SEC Delays U.S. Stock Tokenization Trading Plan
The U.S. Securities and Exchange Commission (SEC) has delayed the innovative exemption plan that would allow the launch of crypto versions of U.S. stocks.
The plan was originally intended to enable third parties to trade tokenized versions of U.S. stocks on DeFi platforms without the consent of the underlying listed companies.
Institutional investors are concerned about unapproved tokens, dividend uncertainty, liquidity fragmentation, and insufficient investor protection, prompting the SEC to pause the initiative with no new timeline provided.
Bitcoin has dropped over $1,700 to $75,642, erasing $30 billion in market value and leading to $320 million in long position liquidations.
Source: Public Information
ABAB AI Insight
SEC has historically taken a cautious approach to innovative financial products, as seen with the delayed approvals of early Bitcoin ETF applications, reflecting similar concerns regarding third-party unendorsed tokenized stocks. While commissioners like Hester Peirce support tokenization, they insist on full anchoring to real securities and compliance with federal securities laws to avoid synthetic product risks.
This delay reflects the challenges in resource mobilization when integrating traditional market infrastructure (like the DTC settlement system) with blockchain DeFi platforms. Mainstream exchanges like Nasdaq have been approved to advance tokenized trading within a regulated framework, while the DeFi route faces additional scrutiny, with funds more likely to flow into compliant controlled channels to avoid fragmented liquidity due to regulatory vacuums.
Similar to the lengthy negotiations surrounding Grayscale's Bitcoin trust conversion to an ETF, the current U.S. stock tokenization is in the early expansion phase from pilot programs within exchanges to on-chain applications. Nasdaq received SEC approval for its tokenized securities trading proposal in March 2026, while third-party DeFi versions are encountering compliance barriers similar to those faced by early crypto products.
Essentially, this is a restructuring of the industry chain driven by regulatory changes. The SEC's delay ensures that federal securities laws cover on-chain activities, preventing the transfer of pricing power from traditional central clearinghouses to decentralized protocols, while also avoiding fragmentation of investor rights due to inconsistencies in dividends and voting rights, aiming to maintain market structure stability rather than a rapid opening.
ABAB News · Cognitive Law
Regulators build walls before opening windows: the more radical the innovation, the higher the compliance threshold.
Liquidity fragmentation leads to value loss; unified rules are better than fragmented freedom.
When technological replacement outpaces regulatory adaptation, delays become the true accelerators.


*EXERCISE*
Return, from the listing below, each line where the word "quality" appears.

*RECORDED DATA*
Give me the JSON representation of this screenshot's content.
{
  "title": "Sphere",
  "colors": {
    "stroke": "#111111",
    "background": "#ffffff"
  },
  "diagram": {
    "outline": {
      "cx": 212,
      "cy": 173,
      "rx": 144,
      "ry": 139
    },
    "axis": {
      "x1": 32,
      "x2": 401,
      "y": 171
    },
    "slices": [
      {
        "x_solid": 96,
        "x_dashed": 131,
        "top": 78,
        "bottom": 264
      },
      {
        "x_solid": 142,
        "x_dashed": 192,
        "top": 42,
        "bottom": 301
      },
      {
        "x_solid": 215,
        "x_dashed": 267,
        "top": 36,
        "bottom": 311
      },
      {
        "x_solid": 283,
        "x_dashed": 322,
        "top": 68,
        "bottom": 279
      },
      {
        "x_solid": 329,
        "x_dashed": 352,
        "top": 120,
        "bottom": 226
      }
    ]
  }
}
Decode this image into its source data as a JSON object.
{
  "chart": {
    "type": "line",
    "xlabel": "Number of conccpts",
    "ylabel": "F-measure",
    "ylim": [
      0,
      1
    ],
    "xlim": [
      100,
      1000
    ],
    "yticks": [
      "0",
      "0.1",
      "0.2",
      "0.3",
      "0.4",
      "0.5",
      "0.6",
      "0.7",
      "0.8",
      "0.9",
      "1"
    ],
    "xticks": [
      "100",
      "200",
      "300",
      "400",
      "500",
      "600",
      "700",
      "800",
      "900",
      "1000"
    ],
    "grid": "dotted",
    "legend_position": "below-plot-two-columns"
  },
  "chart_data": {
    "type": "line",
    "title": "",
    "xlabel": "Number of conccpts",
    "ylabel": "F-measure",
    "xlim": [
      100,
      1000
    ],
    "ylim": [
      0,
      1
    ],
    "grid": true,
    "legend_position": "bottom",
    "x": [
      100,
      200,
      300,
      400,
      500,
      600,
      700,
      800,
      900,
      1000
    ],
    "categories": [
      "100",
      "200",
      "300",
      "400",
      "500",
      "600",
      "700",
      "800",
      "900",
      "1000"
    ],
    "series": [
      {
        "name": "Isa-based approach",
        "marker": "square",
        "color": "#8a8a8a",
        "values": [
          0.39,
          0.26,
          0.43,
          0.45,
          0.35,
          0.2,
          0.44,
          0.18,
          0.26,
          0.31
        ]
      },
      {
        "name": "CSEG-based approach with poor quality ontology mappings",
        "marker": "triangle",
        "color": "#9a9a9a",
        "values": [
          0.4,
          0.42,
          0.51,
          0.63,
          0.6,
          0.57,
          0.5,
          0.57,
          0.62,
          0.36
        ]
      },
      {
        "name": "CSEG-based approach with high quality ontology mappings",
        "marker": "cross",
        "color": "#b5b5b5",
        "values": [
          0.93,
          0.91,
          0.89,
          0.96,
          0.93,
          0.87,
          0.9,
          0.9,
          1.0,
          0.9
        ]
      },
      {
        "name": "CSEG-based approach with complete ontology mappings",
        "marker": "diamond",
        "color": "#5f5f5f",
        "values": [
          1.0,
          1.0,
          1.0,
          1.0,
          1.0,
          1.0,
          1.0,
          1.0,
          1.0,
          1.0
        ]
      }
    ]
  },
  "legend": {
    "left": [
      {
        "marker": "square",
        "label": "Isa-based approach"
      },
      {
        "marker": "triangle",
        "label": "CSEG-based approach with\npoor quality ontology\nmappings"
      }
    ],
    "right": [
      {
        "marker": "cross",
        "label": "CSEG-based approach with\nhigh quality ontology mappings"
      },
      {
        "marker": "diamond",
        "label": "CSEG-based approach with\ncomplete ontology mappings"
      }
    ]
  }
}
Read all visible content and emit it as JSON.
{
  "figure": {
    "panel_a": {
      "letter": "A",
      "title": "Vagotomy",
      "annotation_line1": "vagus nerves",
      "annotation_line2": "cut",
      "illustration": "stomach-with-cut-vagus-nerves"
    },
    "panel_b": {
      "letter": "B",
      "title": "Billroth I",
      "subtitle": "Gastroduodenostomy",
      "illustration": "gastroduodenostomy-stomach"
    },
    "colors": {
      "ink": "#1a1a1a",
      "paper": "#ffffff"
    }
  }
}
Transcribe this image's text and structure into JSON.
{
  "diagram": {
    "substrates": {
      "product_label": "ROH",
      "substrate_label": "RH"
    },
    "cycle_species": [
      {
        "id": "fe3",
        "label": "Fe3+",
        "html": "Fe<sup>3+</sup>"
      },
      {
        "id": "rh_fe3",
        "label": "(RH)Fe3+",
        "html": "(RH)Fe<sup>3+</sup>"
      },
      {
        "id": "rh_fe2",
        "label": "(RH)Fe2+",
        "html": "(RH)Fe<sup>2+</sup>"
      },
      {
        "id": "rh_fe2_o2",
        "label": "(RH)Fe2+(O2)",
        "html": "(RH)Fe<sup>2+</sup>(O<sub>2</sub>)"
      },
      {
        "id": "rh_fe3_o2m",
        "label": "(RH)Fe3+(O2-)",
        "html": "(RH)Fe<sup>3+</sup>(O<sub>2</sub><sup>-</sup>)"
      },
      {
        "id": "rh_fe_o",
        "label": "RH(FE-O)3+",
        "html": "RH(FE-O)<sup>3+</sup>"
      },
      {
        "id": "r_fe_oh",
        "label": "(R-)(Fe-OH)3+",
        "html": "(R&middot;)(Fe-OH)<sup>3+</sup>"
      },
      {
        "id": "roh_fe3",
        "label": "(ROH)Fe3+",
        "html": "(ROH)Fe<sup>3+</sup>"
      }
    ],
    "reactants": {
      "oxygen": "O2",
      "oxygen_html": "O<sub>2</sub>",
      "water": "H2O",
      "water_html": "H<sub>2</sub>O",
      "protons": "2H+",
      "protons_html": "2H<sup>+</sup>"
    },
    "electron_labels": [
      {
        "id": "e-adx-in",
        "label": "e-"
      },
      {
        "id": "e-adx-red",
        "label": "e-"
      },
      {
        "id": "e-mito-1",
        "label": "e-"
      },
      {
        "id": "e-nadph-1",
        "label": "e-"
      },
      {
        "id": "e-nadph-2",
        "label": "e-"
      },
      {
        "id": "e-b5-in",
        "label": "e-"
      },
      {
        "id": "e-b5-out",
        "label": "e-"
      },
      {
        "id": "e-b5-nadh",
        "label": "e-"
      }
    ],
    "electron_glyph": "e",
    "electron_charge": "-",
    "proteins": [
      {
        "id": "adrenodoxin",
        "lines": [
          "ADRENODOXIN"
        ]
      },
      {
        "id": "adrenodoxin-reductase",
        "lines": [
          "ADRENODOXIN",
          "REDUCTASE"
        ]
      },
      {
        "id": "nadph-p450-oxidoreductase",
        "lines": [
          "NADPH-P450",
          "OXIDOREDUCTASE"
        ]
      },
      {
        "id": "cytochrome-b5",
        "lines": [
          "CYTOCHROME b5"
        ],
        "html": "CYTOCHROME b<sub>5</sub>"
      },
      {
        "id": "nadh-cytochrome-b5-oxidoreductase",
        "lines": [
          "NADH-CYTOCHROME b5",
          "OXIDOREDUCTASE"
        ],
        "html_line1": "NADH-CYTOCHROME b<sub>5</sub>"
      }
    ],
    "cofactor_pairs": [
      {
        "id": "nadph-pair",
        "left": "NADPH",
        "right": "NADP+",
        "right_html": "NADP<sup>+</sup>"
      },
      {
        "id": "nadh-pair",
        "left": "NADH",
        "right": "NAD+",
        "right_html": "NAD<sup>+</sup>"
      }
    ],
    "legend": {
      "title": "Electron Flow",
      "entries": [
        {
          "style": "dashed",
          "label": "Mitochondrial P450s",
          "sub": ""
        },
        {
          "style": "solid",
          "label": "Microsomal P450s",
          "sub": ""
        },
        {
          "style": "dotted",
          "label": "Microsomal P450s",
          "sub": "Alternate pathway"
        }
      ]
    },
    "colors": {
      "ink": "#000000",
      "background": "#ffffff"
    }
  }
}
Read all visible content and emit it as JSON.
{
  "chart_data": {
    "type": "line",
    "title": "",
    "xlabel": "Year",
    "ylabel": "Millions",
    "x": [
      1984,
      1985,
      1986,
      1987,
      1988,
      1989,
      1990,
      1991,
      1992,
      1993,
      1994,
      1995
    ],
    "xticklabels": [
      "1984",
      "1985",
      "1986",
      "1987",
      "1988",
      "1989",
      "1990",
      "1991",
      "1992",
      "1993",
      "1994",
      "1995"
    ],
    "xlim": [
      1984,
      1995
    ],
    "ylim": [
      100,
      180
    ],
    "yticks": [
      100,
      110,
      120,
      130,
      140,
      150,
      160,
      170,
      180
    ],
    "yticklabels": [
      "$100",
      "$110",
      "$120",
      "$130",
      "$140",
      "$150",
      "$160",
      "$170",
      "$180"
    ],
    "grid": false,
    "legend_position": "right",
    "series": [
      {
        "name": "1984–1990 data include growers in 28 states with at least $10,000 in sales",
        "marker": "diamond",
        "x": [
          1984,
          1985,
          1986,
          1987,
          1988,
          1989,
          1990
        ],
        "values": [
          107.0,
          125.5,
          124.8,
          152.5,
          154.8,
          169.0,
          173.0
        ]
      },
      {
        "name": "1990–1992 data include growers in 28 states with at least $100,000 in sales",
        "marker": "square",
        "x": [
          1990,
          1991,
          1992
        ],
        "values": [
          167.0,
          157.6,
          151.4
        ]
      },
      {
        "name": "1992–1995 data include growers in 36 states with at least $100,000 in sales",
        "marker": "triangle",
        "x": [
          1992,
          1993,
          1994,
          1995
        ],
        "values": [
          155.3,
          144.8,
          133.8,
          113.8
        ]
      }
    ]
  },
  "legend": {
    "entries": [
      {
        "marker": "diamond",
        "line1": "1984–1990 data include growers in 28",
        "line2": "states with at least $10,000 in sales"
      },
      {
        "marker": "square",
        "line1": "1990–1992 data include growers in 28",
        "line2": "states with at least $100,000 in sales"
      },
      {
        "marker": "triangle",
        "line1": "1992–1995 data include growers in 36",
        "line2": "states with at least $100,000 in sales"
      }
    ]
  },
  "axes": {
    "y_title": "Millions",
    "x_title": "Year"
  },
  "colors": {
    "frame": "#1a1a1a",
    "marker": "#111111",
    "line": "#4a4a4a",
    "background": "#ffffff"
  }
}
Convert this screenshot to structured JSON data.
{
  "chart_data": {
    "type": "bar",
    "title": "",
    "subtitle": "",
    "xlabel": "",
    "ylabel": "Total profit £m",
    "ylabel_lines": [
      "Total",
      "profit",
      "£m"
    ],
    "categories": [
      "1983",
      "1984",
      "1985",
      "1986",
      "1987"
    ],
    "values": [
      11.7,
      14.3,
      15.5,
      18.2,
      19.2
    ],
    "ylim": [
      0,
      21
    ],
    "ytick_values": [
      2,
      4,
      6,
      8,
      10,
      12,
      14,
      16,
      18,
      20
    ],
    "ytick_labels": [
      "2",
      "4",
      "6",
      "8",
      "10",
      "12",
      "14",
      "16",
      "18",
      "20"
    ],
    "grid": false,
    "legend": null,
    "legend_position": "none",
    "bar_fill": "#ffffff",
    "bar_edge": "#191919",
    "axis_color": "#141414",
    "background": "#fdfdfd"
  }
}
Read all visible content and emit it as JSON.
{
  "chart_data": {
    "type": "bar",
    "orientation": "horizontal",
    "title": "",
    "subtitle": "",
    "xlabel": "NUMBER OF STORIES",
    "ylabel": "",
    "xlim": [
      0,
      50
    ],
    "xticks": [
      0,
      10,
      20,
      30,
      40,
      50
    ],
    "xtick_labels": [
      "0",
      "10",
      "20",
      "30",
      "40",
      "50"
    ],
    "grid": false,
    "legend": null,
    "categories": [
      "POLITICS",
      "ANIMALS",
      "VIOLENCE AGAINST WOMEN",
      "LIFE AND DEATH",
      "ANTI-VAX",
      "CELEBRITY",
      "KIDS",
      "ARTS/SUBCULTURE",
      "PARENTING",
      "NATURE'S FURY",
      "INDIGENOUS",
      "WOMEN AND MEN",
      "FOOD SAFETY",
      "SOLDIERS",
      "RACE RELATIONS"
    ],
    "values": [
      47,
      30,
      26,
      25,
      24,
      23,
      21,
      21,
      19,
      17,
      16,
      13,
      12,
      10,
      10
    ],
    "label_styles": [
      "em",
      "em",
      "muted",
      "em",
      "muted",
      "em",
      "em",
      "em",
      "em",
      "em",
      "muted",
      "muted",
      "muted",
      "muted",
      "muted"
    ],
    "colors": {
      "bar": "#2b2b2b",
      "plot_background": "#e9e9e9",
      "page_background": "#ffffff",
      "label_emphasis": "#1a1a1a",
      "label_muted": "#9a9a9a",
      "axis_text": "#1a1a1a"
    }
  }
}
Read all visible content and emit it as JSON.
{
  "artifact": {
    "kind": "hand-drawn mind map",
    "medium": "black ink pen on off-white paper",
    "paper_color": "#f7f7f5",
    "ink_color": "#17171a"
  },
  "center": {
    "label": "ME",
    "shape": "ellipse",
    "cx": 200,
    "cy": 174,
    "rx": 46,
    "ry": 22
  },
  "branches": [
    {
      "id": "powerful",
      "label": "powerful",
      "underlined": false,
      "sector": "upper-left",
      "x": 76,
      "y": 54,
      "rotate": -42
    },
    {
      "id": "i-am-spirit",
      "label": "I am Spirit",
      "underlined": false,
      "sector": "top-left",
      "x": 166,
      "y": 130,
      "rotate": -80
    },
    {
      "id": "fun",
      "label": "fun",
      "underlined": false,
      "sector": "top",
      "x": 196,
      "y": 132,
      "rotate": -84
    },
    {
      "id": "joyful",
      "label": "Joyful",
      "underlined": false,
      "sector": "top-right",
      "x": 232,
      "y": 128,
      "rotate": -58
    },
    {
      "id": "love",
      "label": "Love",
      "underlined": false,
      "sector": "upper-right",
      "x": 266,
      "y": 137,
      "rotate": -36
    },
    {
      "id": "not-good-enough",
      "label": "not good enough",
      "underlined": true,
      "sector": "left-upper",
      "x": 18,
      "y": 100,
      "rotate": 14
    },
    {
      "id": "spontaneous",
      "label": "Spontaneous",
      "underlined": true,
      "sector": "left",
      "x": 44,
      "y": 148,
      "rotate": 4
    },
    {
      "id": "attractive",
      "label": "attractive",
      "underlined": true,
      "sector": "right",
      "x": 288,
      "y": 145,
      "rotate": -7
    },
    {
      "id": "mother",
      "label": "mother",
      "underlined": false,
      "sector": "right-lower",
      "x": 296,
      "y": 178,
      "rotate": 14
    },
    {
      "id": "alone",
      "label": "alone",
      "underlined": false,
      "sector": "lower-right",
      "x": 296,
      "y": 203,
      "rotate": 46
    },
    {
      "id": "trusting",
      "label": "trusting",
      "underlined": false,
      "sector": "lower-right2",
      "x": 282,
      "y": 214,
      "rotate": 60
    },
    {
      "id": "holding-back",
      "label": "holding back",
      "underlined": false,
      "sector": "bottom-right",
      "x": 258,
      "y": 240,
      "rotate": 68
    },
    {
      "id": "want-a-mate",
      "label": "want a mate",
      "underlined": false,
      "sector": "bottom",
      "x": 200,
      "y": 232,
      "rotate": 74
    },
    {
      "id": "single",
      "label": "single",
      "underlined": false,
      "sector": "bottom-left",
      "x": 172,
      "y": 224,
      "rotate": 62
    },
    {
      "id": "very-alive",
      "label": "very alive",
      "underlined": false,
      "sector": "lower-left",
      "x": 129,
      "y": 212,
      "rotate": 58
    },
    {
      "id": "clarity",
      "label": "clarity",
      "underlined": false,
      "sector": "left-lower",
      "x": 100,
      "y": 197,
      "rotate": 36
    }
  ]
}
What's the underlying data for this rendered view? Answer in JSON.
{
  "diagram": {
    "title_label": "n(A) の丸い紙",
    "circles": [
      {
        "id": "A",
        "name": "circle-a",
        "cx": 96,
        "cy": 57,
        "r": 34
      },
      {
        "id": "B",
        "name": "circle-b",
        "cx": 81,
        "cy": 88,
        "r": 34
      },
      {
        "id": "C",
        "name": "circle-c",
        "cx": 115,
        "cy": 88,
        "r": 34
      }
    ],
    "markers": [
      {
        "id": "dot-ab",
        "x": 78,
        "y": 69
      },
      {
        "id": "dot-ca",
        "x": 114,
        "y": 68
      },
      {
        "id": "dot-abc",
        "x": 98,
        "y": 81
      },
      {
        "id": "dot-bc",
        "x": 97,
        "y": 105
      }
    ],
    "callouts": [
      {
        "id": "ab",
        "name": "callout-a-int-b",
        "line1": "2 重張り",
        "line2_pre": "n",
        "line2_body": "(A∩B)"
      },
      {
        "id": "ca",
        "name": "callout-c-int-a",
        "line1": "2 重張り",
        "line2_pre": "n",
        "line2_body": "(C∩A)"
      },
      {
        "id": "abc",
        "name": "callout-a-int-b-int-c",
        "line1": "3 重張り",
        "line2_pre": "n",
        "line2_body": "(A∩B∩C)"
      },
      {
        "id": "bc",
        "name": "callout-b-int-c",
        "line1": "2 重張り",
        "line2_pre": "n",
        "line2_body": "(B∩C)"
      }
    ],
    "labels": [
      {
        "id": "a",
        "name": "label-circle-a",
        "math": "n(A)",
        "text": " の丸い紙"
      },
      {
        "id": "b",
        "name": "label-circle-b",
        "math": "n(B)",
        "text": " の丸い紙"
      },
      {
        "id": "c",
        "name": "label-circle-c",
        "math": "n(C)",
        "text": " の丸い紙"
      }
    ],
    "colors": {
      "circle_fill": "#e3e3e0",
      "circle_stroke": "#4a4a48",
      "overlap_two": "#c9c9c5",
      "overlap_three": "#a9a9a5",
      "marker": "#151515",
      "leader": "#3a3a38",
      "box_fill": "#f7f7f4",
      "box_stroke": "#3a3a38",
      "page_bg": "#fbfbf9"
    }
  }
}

*RESULT FOR THIS EXERCISE*
        "name": "CSEG-based approach with poor quality ontology mappings",
        "name": "CSEG-based approach with high quality ontology mappings",
        "label": "CSEG-based approach with\npoor quality ontology\nmappings"
        "label": "CSEG-based approach with\nhigh quality ontology mappings"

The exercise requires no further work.